Stalin's only daughter dies


By Lee Ha-na

Svetlana Alliluyeva, also known as Lana Peters, died of colon cancer on Nov. 22. She was 85.

She has lived off and on in Wisconsin after becoming a U.S. citizen, BBC reported, quoting Richland County Coroner Mary Turner.
She was born in February 1926 as Svetlana Stalina to notorious dictator Josef Stalin and his second wife, Nadezhda Alliluyeva. She took her mother’s last name once her father died in 1953.

Peters was famous only for being the child of Josef Stalin. She wrote two memoirs, Twenty Letters to a Friend and Only One Year, which became international bestsellers.

Josef Stalin is infamous for the millions of people murdered under his rule, but he was also known to have been a loving father to Peters when she was a child, calling her his “little sparrow.” This all changed as she grew older and Stalin became occupied with the war with Germany.

In her memoirs, she describes parts of her dark past, including her mother’s decision to commit suicide when Peters was only six and her father’s command of sending her first love to Siberia for 10 years.

She had already been married twice before defecting to the U.S. in 1967. There she married an American, William Peters, and had a daughter named Olga, although this marriage also ended in divorce.

She became a U.S. citizen in 1978 and she ended up moving to the United Kingdom with Olga and then returned to the Soviet Union, where they both were granted citizenship. In 1986, she came back to the U.S., where she lived the remainder of her life.

Peters passed away in a nursing home in Richland Center. Throughout her whole life, whether she was living in India, the U.S. or in the Soviet Union, she was unable to escape the negativity associated with her last name. It was reported she never fully forgave her father for his brutality towards her.

Her son from her first marriage passed away in 2008. Aside from Olga, Peters is also survived her daughter from her second marriage named Yekaterina Zhdanov.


§ PROBLEM DETAILS
For the string "Card", count the lines in the records below that contain it. Answer with that number alone.

*** Opening of SUPPLIED RECORDS ***

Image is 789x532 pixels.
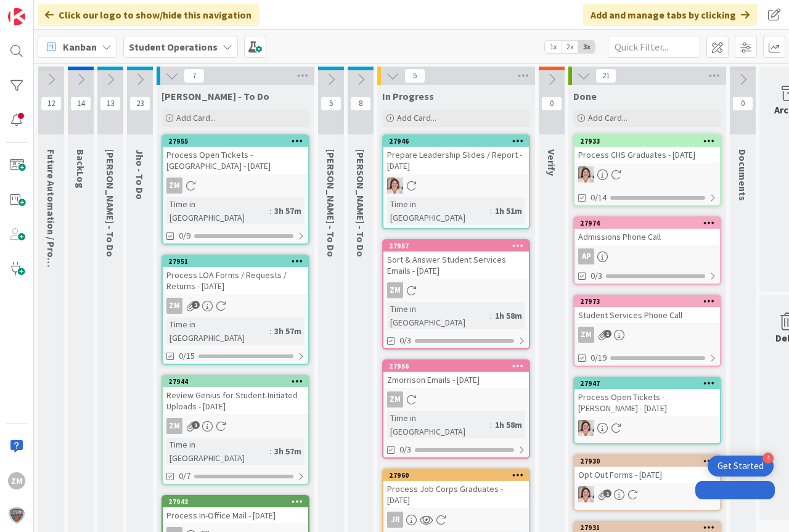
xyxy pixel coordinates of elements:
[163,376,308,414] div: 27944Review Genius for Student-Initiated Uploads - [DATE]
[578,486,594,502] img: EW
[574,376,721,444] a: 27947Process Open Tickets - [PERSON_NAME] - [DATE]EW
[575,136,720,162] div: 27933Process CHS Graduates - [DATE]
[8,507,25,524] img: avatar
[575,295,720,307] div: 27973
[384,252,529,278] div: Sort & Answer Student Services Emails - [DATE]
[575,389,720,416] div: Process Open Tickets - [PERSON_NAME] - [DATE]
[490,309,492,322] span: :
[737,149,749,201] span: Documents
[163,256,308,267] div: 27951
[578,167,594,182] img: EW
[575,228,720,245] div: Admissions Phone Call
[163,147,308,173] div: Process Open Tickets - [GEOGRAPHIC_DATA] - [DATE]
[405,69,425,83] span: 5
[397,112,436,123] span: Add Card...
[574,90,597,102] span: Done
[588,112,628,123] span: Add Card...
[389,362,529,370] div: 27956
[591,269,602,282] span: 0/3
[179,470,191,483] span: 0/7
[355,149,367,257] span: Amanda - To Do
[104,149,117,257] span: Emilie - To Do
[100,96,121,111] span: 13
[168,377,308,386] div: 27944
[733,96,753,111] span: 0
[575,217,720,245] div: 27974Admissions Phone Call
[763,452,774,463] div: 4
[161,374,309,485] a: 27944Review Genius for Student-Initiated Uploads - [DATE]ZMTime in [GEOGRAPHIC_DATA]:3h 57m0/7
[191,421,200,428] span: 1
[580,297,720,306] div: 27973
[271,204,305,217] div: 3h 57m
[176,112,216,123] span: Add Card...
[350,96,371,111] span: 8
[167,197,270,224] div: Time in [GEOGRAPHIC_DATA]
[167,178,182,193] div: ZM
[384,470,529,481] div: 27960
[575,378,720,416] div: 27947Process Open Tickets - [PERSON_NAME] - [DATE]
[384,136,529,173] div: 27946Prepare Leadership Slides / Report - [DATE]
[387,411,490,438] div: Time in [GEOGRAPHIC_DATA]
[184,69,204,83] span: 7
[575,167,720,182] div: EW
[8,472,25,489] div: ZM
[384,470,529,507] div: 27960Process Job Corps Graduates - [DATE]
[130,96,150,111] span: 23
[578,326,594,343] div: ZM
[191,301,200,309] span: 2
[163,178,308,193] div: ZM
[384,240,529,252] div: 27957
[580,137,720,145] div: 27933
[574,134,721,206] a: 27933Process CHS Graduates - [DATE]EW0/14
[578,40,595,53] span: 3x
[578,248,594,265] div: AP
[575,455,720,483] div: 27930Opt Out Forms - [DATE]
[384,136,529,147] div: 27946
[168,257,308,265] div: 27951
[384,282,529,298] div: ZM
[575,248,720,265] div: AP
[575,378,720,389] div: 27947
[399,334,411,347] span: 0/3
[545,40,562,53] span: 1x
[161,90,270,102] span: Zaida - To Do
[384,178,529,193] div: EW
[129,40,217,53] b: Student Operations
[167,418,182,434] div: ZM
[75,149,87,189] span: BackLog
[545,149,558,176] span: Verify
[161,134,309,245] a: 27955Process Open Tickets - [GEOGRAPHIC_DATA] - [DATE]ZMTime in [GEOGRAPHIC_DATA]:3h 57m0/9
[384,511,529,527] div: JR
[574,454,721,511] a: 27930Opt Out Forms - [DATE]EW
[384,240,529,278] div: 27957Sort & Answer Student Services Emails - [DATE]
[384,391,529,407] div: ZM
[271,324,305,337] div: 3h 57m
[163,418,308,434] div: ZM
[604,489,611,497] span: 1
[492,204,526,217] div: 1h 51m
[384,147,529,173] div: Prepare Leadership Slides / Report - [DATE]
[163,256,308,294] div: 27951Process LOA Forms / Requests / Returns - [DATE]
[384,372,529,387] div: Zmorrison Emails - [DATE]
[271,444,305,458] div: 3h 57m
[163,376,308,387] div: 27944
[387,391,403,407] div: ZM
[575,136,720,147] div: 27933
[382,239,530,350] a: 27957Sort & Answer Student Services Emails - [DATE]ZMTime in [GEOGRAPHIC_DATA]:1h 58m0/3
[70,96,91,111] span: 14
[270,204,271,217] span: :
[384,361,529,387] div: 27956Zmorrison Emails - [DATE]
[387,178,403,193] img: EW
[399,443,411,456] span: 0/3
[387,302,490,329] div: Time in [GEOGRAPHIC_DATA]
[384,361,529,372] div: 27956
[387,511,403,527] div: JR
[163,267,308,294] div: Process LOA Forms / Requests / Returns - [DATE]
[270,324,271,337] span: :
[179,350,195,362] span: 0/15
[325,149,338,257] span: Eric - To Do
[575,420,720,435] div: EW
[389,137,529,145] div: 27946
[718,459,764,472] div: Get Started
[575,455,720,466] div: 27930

*** Close of SUPPLIED RECORDS ***

§ COMPLETED TASK
3